Assigned task ::
Omit any picture, and return the remaining data exactly as written.
···
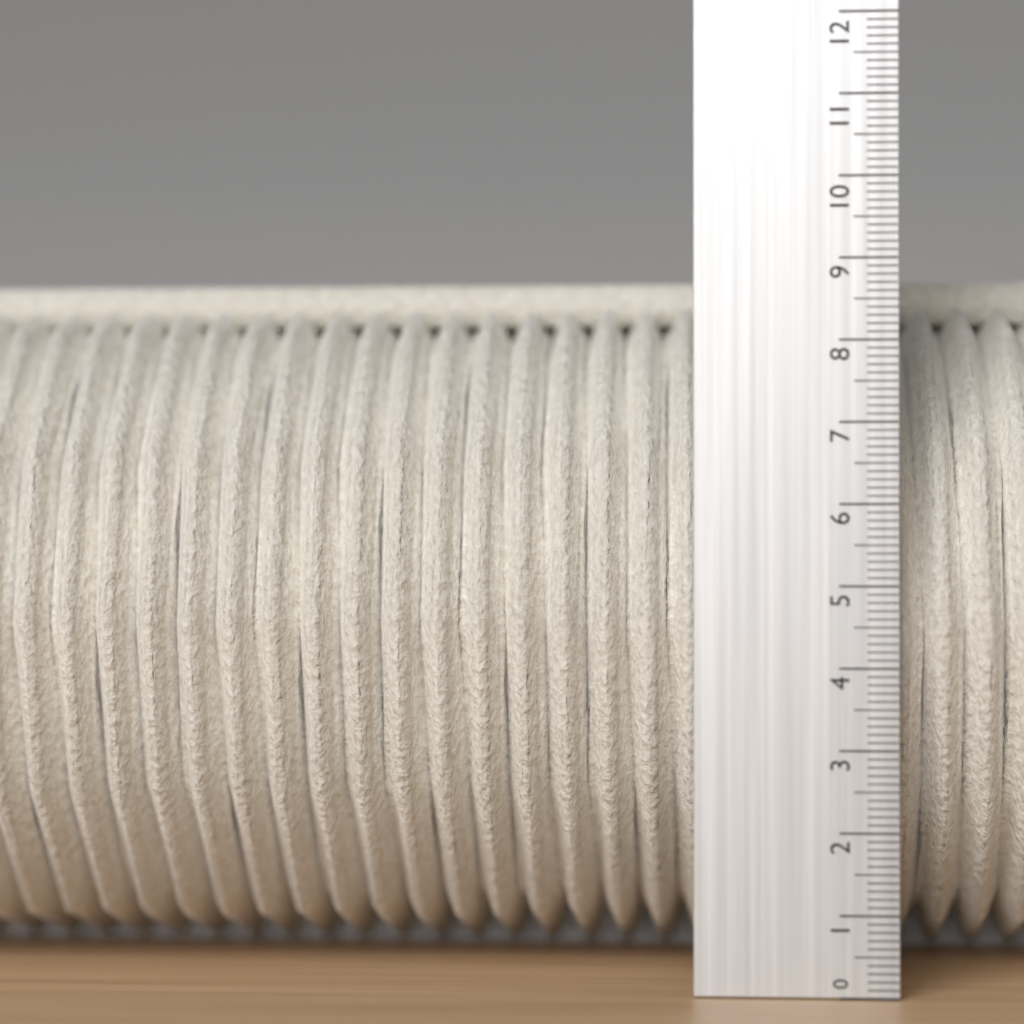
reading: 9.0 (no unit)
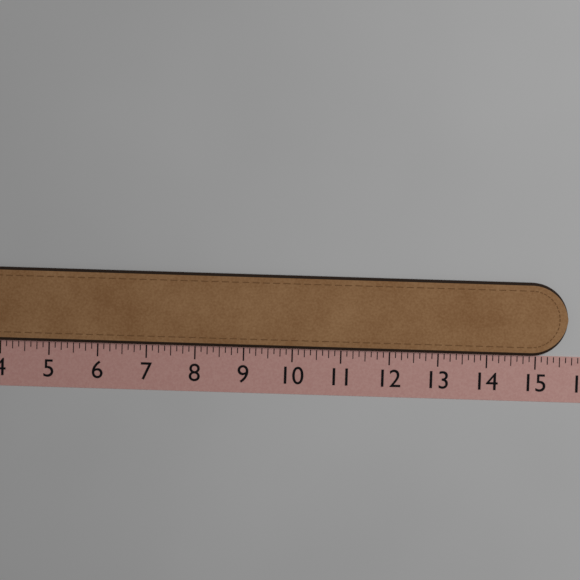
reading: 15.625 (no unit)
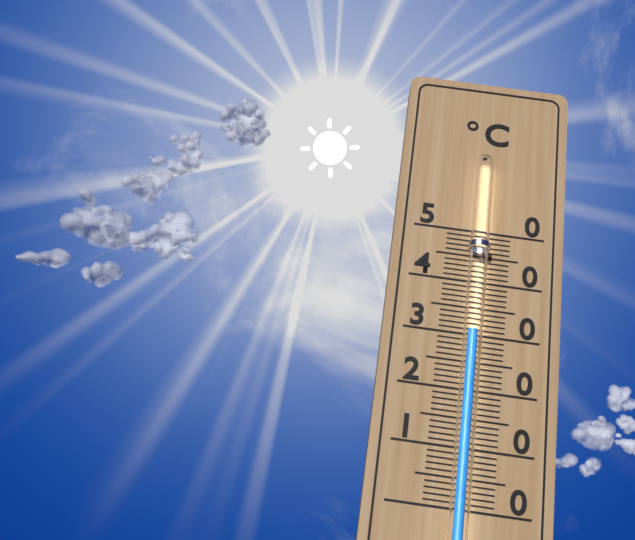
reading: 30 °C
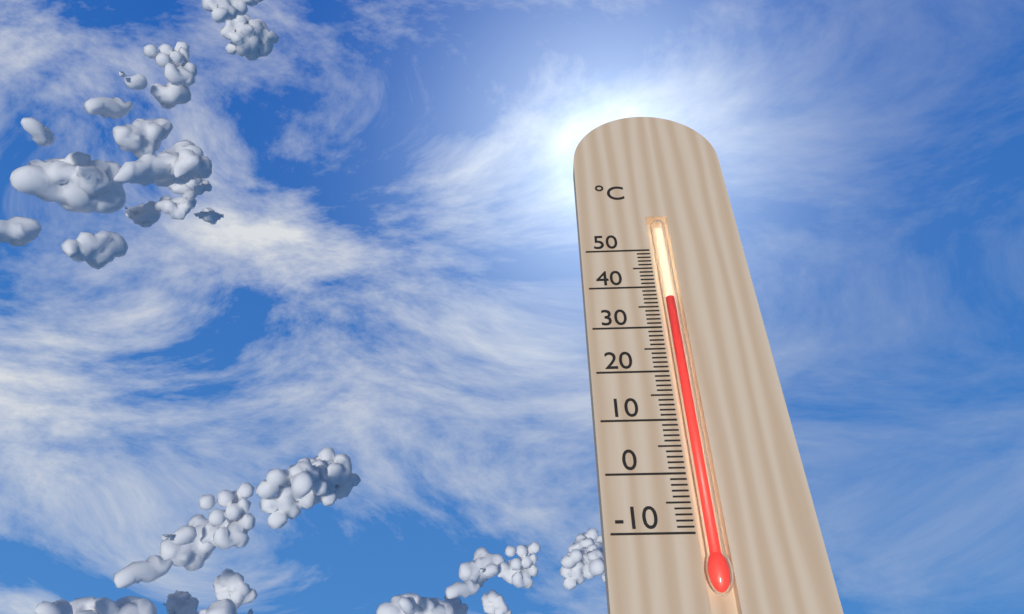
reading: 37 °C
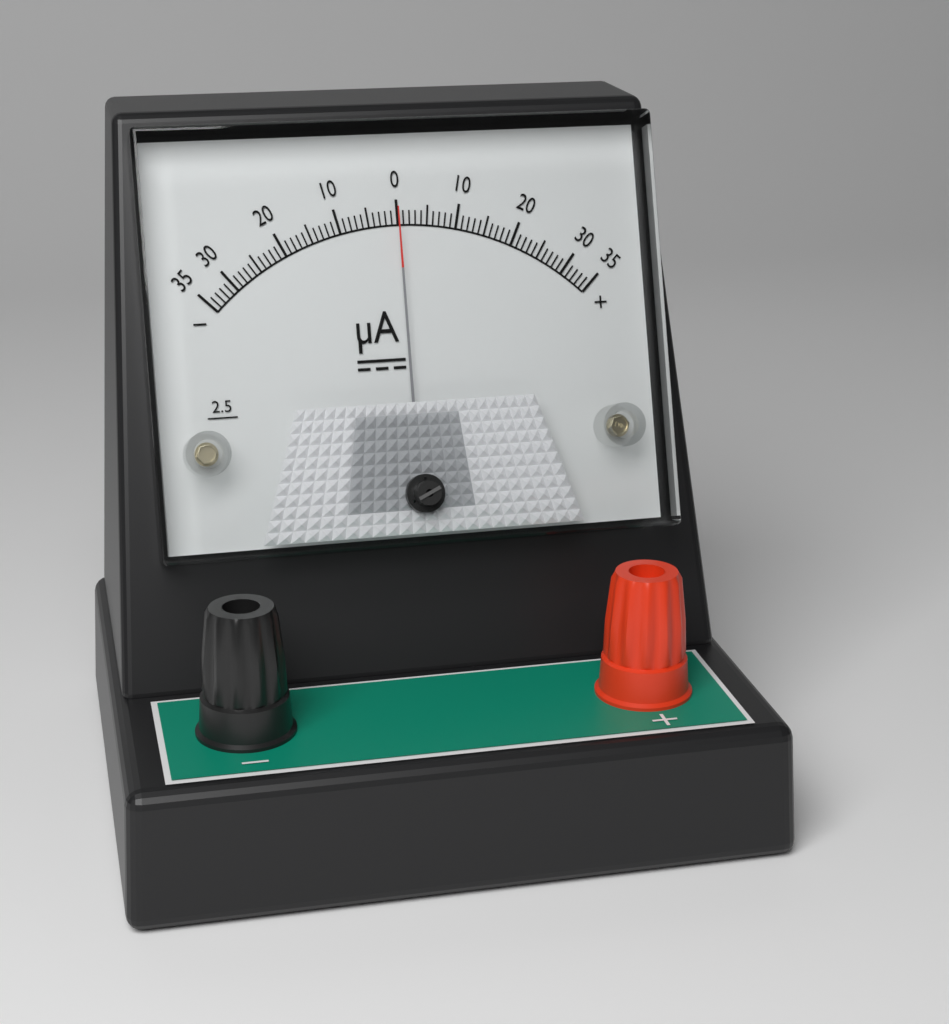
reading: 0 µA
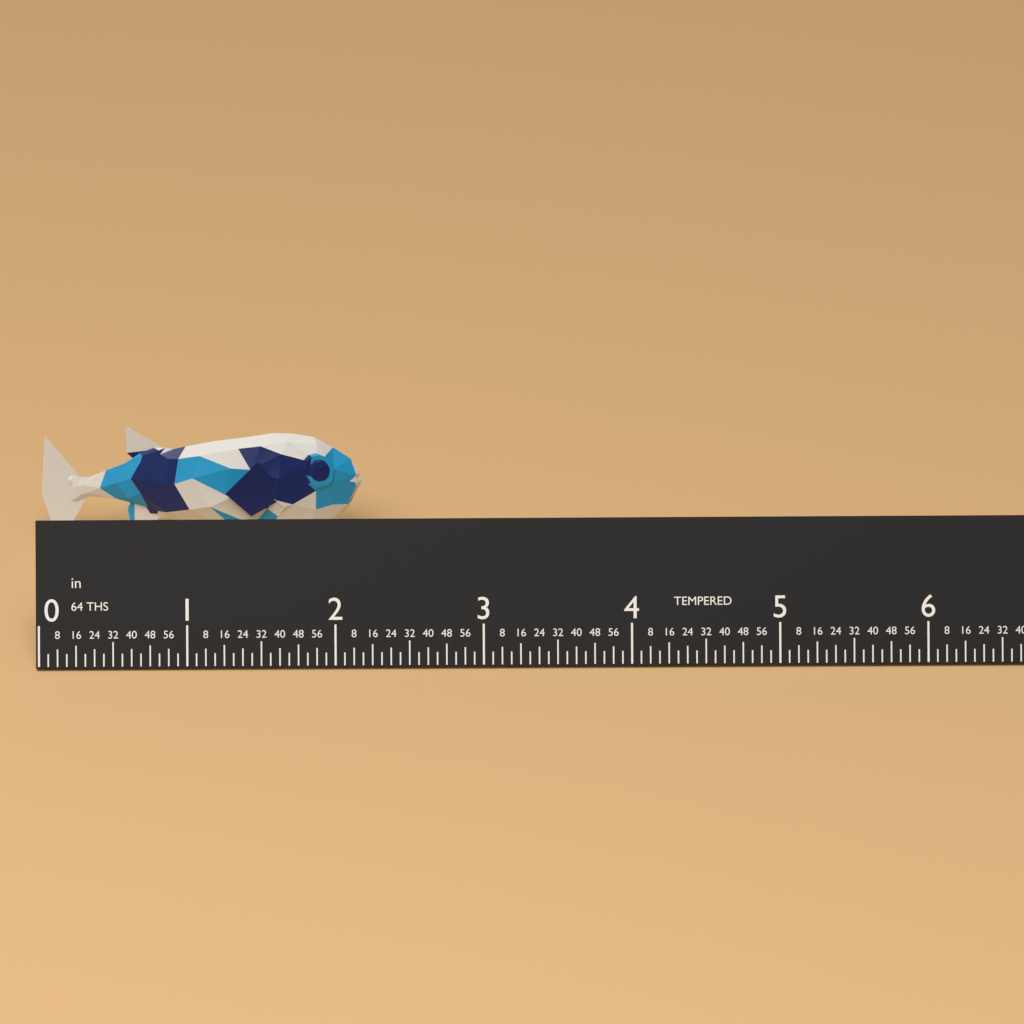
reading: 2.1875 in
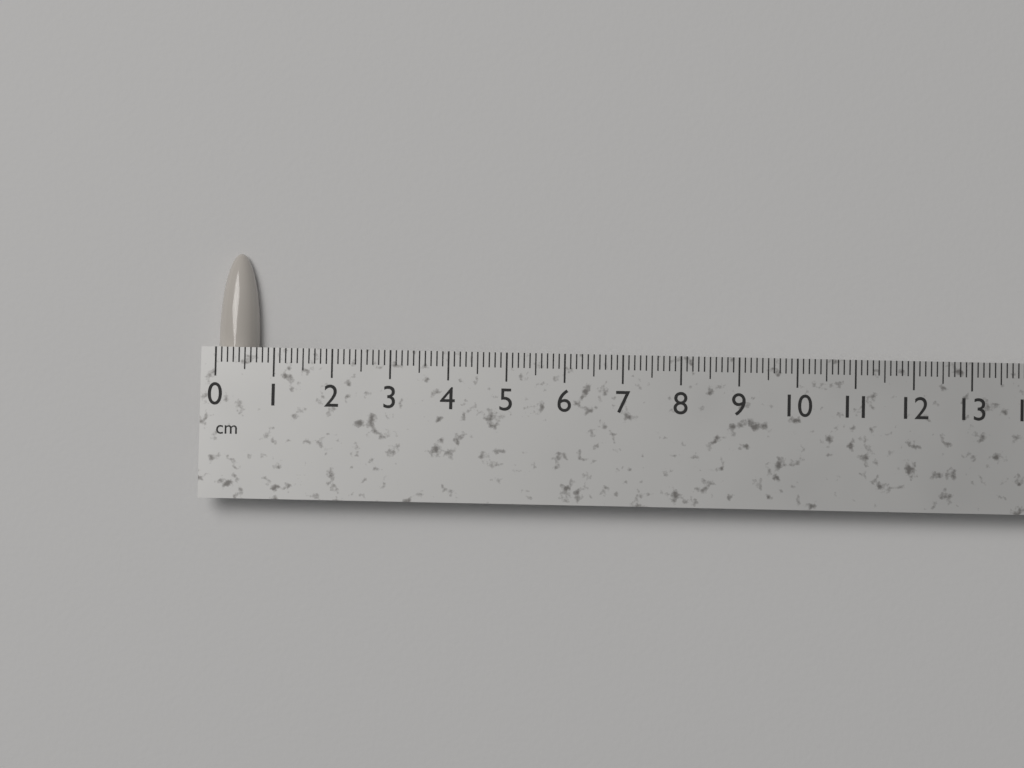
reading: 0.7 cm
···
Answer area ::
reading: 9.0 (no unit)
reading: 15.625 (no unit)
reading: 30 °C
reading: 37 °C
reading: 0 µA
reading: 2.1875 in
reading: 0.7 cm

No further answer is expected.